Brandon Doerrer
Jun 23, 2023

Behind the scenes of BBDO’s creative sprint with Meta’s Reels

EXCLUSIVE: CEO Andrew Robertson shares what it looks like when 24 agencies around the world compete to create the best Reels campaign.

Behind the scenes of BBDO’s creative sprint with Meta’s Reels

BBDO and Meta recently partnered on a six-week sprint to explore how different brands can innovate with Reels ads.

Twenty-four agencies around the world produced 96 Reels campaigns for more than 70 clients to discover what the best one looks like.

The rules of the competition were simple — make an actual brief for an actual client using Reels, the short-form video product offered across Meta’s Instagram and Facebook. Meta gave each agency a two-hour introductory training session and continued to assist teams that had questions about what was possible with its toolset.

After judging wrapped in May, eight Reels were shortlisted and one was declared the winner.

BBDO Dublin nabbed the win with its campaign that judges books by their covers. Looking at nothing more than a page or two, the team created trailers for what they assumed the book to be about.

“In the world of Reels, we literally can make a trailer for every single book we choose to make a trailer for,” said Andrew Robertson, CEO of BBDO. “We can fill it with sound effects that we generate using AI and edit it — we can do all of that stuff and bring that idea to life.”

BBDO aims to make the campaign live “as soon as possible.”

In another shortlisted campaign due to go public in Q3, Chep Network made a brief for Samsung earbuds. To demonstrate the importance of having earbuds when out in public, the team created a campaign that uses geotargeting to identify where a user is. Audio plays by default when scrolling through Reels, so embarrassing ads will play out loud in certain locations if that user’s phone isn’t silenced or connected to headphones.

Andrew Robertson, BBDO CEO (left) and Jimmie Stone, Meta's VP, head of creative shop in North America (right) talk about the sprint at Cannes Lions. Photo: BBDO

BBDO undertook the challenge to immerse itself in a learning process that Robertson compared to riding a bike or learning a new language. While Reels isn’t the only short-form social medium and BBDO and Meta aren’t “exclusive — in the language of Tinder,” as Robertson put it, he explained that it’s worth knowing how to create native campaigns with the budding toolset.

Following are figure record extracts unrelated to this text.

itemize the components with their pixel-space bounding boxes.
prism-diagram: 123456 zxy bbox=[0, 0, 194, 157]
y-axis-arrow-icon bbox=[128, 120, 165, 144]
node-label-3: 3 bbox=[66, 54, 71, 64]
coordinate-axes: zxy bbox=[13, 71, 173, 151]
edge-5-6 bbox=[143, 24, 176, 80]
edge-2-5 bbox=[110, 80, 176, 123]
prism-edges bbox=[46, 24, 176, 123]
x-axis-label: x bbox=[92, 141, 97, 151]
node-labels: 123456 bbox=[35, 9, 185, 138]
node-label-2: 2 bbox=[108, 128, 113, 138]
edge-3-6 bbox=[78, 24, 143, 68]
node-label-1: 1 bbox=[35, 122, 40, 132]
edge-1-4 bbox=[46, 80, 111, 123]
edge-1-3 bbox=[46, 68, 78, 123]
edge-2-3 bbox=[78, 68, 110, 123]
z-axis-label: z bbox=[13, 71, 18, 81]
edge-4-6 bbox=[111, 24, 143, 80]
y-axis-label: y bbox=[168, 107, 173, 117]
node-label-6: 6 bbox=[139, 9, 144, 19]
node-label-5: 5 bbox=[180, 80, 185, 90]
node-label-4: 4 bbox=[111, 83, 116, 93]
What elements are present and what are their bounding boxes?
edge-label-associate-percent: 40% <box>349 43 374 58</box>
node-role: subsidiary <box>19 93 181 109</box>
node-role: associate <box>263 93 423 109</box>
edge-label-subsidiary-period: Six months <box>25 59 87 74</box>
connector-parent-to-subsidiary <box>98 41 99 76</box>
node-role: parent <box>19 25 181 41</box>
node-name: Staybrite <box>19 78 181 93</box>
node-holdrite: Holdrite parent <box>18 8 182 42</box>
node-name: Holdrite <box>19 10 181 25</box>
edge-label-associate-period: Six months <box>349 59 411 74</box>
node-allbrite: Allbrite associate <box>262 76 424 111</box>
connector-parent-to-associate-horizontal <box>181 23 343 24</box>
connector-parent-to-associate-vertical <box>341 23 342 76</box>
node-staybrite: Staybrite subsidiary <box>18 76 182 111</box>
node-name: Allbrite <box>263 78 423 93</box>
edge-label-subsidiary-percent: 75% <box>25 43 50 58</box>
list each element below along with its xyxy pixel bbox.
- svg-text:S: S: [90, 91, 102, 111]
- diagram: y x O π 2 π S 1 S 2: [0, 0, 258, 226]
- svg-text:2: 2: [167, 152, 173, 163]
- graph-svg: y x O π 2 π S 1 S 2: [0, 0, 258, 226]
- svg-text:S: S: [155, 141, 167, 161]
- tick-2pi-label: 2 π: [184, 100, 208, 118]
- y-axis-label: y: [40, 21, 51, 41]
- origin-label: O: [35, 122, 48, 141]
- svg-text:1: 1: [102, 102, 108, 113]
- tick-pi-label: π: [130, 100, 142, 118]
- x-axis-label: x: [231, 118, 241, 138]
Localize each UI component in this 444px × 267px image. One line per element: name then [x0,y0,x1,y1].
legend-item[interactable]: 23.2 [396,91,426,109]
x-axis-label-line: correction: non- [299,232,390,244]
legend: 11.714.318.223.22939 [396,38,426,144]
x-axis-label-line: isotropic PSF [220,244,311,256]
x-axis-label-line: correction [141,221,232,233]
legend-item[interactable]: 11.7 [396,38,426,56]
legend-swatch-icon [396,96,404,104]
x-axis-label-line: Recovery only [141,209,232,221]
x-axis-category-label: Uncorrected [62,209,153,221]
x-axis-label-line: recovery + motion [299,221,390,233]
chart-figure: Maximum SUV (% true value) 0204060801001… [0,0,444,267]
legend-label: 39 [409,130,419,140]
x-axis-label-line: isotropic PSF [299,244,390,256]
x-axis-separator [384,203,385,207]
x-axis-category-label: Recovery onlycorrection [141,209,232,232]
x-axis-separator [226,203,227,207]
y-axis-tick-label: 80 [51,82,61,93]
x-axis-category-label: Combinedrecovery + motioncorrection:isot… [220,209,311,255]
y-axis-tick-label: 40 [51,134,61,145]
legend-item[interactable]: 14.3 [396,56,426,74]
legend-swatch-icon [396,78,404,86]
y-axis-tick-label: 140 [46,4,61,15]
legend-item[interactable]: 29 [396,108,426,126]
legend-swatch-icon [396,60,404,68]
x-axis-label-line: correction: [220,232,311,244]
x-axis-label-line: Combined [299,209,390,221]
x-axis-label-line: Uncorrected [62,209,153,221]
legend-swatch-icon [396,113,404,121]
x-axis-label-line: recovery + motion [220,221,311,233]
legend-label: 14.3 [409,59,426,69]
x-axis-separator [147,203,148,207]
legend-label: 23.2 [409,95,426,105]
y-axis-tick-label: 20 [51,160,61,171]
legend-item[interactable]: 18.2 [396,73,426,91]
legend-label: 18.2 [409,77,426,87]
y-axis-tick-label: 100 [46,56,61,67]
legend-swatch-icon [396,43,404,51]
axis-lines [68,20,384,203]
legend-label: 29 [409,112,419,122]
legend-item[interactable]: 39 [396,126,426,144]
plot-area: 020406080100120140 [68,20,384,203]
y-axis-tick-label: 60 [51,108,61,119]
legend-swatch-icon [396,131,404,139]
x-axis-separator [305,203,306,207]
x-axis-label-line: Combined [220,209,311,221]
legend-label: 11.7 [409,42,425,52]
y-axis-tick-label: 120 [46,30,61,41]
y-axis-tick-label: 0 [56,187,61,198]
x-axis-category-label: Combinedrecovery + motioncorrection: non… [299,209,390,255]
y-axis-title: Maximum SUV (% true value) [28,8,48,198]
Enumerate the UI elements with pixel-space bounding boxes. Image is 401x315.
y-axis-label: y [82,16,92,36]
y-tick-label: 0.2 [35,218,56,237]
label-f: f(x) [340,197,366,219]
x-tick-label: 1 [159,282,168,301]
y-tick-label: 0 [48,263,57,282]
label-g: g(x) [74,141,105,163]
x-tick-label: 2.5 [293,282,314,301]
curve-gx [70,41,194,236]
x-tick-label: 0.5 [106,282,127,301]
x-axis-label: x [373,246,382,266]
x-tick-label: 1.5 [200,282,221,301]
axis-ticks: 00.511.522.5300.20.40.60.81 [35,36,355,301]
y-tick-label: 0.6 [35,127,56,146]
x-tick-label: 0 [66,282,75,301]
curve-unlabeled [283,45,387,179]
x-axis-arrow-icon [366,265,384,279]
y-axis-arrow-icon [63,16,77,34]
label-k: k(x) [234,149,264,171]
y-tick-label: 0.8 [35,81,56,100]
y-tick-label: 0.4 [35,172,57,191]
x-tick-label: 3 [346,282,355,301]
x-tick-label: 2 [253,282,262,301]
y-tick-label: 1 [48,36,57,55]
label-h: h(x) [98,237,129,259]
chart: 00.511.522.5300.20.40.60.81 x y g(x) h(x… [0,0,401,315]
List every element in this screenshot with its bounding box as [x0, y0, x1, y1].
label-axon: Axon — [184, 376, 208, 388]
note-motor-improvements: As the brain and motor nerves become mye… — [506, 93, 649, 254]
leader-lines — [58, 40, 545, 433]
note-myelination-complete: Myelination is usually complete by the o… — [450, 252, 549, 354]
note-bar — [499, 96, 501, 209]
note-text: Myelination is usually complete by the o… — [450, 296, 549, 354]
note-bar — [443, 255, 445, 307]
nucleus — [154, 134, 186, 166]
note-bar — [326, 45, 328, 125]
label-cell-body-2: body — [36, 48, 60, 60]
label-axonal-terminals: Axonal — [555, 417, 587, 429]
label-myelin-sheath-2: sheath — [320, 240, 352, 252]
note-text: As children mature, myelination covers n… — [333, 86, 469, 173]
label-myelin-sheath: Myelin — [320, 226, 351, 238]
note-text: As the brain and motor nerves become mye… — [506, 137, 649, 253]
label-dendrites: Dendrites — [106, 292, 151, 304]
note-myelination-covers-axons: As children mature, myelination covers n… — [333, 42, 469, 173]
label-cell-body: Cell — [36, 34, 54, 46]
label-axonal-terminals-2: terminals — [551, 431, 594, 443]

“For us, it’s a way to get from zero to pretty damn good on a platform that’s mattering more and more every day,” he said. “You just can’t do that, in my view, with a couple of ‘lunch and learns’ and some workshops.”

Meta is trying to get more advertisers on Reels to have the product break even by the end of the year. The video format has sapped revenue from other Meta products in recent quarters as time spent outpaces monetization. On its Q1 earnings call, Meta stated that users spend 24% more time on Instagram since Reels first launched. 

The sprint with BBDO also taught Meta what’s possible for advertisers on Reels, said Jimmie Stone, Meta’s VP, head of creative shop in North America.

“We wanted to connect with an agency of such a caliber of creativity to explore the outer edges of how to use our platform,” he said.

Robertson and Stone took to the stage at Cannes Lions on Thursday (June 22) to talk about the Reels produced in the sprint, which they hope to make “as many as possible” live in the coming weeks.